Everything inside of her felt too tight, like it was suffocating her. Anger…grief…fear… all knotted together as an unwelcome companion. As she collapsed down onto her knees and felt a hand on her shoulder, steadying in.
Christine sat down next to her, silent. But her presence alone helped to anchor her, calming Erica’s heart down. “I don’t need ‘healing’ from him,” Erica explained, anger in the words.
“I know,” Christine replied gently. “But you also don’t need to be okay. I know I’m not…not always.”
“I felt like I was past it all…but maybe I was just avoiding it. The war, the pain, the loss…the anger.” She looked down, somehow it was easier talking to the ground than meeting Christine’s eyes.
“It still exists. Memory lives with you forever.”

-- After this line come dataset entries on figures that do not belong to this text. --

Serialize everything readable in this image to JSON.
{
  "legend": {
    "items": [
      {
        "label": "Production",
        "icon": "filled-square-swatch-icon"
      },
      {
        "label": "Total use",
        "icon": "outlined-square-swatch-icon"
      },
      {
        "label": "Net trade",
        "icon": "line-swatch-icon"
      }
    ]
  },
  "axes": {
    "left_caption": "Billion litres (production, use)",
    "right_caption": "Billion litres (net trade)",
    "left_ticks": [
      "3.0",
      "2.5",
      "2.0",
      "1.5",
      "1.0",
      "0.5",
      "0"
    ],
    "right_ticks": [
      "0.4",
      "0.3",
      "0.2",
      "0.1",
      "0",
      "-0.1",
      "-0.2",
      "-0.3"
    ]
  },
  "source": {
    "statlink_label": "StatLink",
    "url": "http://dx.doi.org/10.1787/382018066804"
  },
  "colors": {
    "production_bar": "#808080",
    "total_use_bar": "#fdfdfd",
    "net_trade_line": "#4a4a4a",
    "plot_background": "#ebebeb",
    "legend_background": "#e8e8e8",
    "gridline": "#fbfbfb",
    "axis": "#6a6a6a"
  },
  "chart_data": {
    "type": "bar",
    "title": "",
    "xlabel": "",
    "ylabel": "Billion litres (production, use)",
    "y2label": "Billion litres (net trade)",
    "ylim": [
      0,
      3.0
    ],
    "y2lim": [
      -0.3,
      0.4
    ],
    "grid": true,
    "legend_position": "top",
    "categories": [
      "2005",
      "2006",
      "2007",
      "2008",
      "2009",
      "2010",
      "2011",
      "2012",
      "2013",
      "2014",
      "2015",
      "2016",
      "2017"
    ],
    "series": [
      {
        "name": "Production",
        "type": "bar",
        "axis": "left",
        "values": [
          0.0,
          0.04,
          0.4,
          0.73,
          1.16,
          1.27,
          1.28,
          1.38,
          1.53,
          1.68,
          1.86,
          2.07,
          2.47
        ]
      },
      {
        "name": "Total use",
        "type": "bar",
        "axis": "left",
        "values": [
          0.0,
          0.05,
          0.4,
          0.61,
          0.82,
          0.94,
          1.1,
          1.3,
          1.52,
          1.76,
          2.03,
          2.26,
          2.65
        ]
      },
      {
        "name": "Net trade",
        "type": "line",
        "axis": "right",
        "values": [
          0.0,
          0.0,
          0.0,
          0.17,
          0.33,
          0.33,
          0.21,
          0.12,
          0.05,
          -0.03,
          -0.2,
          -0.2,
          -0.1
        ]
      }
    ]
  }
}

Erica just sat, trying to slow down her breaths with Christine at her side. “It felt like death after death. Friends from the Academy. Crew on my ship. People who flew by our side. Whole ships gone. Too many to name. People I knew and cared about. Friends for years and people I had barely met. And you didn’t get time to feel it because you were just trying to stay safe, just trying to keep others safe. You just moved on to the next fight because you never knew how long each moment of calm might be.” As the words fell from her in a trail of thoughts,, she felt tears stubbornly form in her eyes. “When it was over, I didn’t grieve. I was just relieved that it stopped.”
“And now?” Christine asked.
“I am not even sad…not really. I am angry. I am angry that they are gone. Angry that we will never get more time together. And I am angry that we have to sit in a room and talk to one of the guys who made that happen.”

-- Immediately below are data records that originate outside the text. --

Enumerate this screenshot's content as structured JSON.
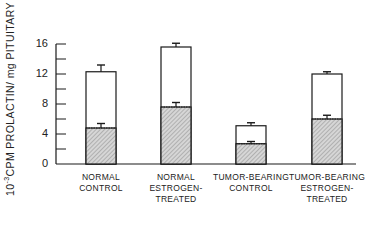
{
  "chart_data": {
    "type": "bar",
    "stacked_overlay": true,
    "title": "",
    "ylabel_prefix": "10",
    "ylabel_exp": "-3",
    "ylabel_rest": "CPM  PROLACTIN/ mg  PITUITARY",
    "ylabel": "10^-3 CPM PROLACTIN/ mg PITUITARY",
    "xlabel": "",
    "ylim": [
      0,
      16
    ],
    "yticks_labeled": [
      0,
      4,
      8,
      12,
      16
    ],
    "yticks_minor": [
      2,
      6,
      10,
      14
    ],
    "grid": false,
    "categories": [
      [
        "NORMAL",
        "CONTROL"
      ],
      [
        "NORMAL",
        "ESTROGEN-",
        "TREATED"
      ],
      [
        "TUMOR-BEARING",
        "CONTROL"
      ],
      [
        "TUMOR-BEARING",
        "ESTROGEN-",
        "TREATED"
      ]
    ],
    "series": [
      {
        "name": "total (open bar)",
        "fill": "#ffffff",
        "values": [
          12.3,
          15.6,
          5.1,
          12.0
        ],
        "error": [
          0.9,
          0.5,
          0.4,
          0.3
        ]
      },
      {
        "name": "hatched portion",
        "fill": "hatched",
        "values": [
          4.8,
          7.6,
          2.7,
          6.0
        ],
        "error": [
          0.6,
          0.6,
          0.3,
          0.5
        ]
      }
    ]
  },
  "style": {
    "line_color": "#1a1a1a",
    "hatch_bg": "#d9d9d9",
    "hatch_line": "#8a8a8a"
  }
}
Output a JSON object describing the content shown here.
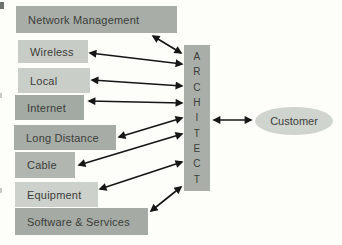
{
  "diagram": {
    "background": "#fdfdfa",
    "arrow_color": "#161616",
    "text_color": "#3b3d3a",
    "nodes": [
      {
        "id": "network-management",
        "label": "Network Management",
        "color": "#a8aea7"
      },
      {
        "id": "wireless",
        "label": "Wireless",
        "color": "#c8ccc6"
      },
      {
        "id": "local",
        "label": "Local",
        "color": "#cacec8"
      },
      {
        "id": "internet",
        "label": "Internet",
        "color": "#a3aaa3"
      },
      {
        "id": "long-distance",
        "label": "Long Distance",
        "color": "#a7ada6"
      },
      {
        "id": "cable",
        "label": "Cable",
        "color": "#b1b6b0"
      },
      {
        "id": "equipment",
        "label": "Equipment",
        "color": "#cdd1cb"
      },
      {
        "id": "software-services",
        "label": "Software & Services",
        "color": "#a5aba4"
      }
    ],
    "hub": {
      "id": "architect",
      "label": "ARCHITECT",
      "label_stacked": "A\nR\nC\nH\nI\nT\nE\nC\nT",
      "color": "#a9afa8"
    },
    "customer": {
      "id": "customer",
      "label": "Customer",
      "color": "#d0d4cf"
    },
    "edges": [
      {
        "from": "network-management",
        "to": "architect",
        "bidirectional": true
      },
      {
        "from": "wireless",
        "to": "architect",
        "bidirectional": true
      },
      {
        "from": "local",
        "to": "architect",
        "bidirectional": true
      },
      {
        "from": "internet",
        "to": "architect",
        "bidirectional": true
      },
      {
        "from": "long-distance",
        "to": "architect",
        "bidirectional": true
      },
      {
        "from": "cable",
        "to": "architect",
        "bidirectional": true
      },
      {
        "from": "equipment",
        "to": "architect",
        "bidirectional": true
      },
      {
        "from": "software-services",
        "to": "architect",
        "bidirectional": true
      },
      {
        "from": "architect",
        "to": "customer",
        "bidirectional": true
      }
    ]
  }
}
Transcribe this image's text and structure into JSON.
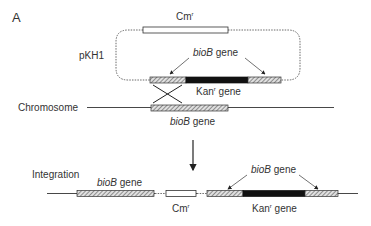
{
  "panel_label": "A",
  "plasmid": {
    "name": "pKH1",
    "cm_label": "Cm",
    "cm_sup": "r",
    "bioB_label_italic": "bioB",
    "bioB_label_suffix": " gene",
    "kan_label": "Kan",
    "kan_sup": "r",
    "kan_suffix": " gene"
  },
  "chromosome": {
    "label": "Chromosome",
    "bioB_label_italic": "bioB",
    "bioB_label_suffix": " gene"
  },
  "integration": {
    "label": "Integration",
    "bioB_left_italic": "bioB",
    "bioB_left_suffix": " gene",
    "cm_label": "Cm",
    "cm_sup": "r",
    "bioB_right_italic": "bioB",
    "bioB_right_suffix": " gene",
    "kan_label": "Kan",
    "kan_sup": "r",
    "kan_suffix": " gene"
  },
  "colors": {
    "line": "#333333",
    "black_segment": "#111111",
    "hatch_bg": "#d8d8d8"
  }
}
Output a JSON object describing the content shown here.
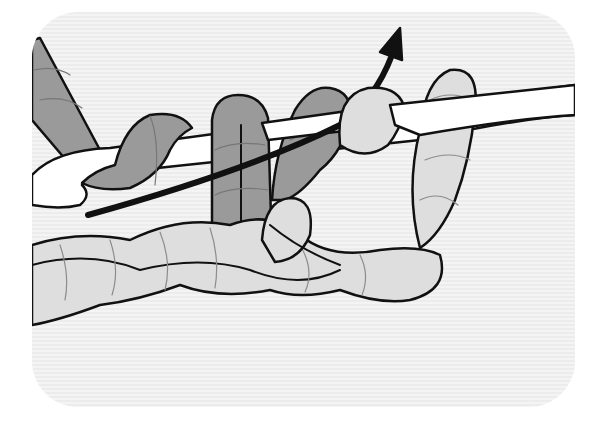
{
  "illustration": {
    "subject": "crochet hook with yarn loops and chain",
    "colors": {
      "background": "#efefef",
      "outline": "#111111",
      "dark_yarn": "#9a9a9a",
      "light_yarn": "#dedede",
      "hook": "#ffffff",
      "arrow": "#111111",
      "twist_lines": "#8c8c8c"
    },
    "icons": [
      "arrow-up-right-icon"
    ]
  }
}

“Anger’s allowed,” Christine explained calmly, “So is grief. You can feel both at once.”
Erica finally looked up from the ground, tears stubbornly held back. Eyes stinging. But her heart was calm, her breathing slowed.
From behind them slow footsteps approached. “Erica. Christine.” M’Benga approached them calmly, respectfully.
“I can’t go back in,” Erica admitted.
“No one is asking you to,” M’Benga replied. “Take it from someone else who knows, grief doesn’t just go away. It waits. It lives with you the rest of your lifetime. Sometimes, fading away until it makes its presence known again. But you learn to live with it, live with the memory.”
Erica felt the tears gently drip from her eyes, a lingering memory of panic and anger. “I miss them. There are days where I want to send a message and remember they are gone. Or something amazing happens and I wish they were there, that they were part of it. I am out here, living my dream and I just wonder what they would be doing. What their life would be like…”
For a moment, no one spoke and then M’Benga offered her a hand up. “Come let's take a walk, maybe to the Port Galley. And you can tell both of us about them.”
Erica took his hand, standing up, and trying to decide if she could actually do it. Put into words anything that wasn't just loss, but memory of what was. She nodded.
Christine wrapped her arm around Erica’s shoulder as they walked down the corridor. Maybe it was time to embrace the memories again, not just the loss. She felt like she was ready to try.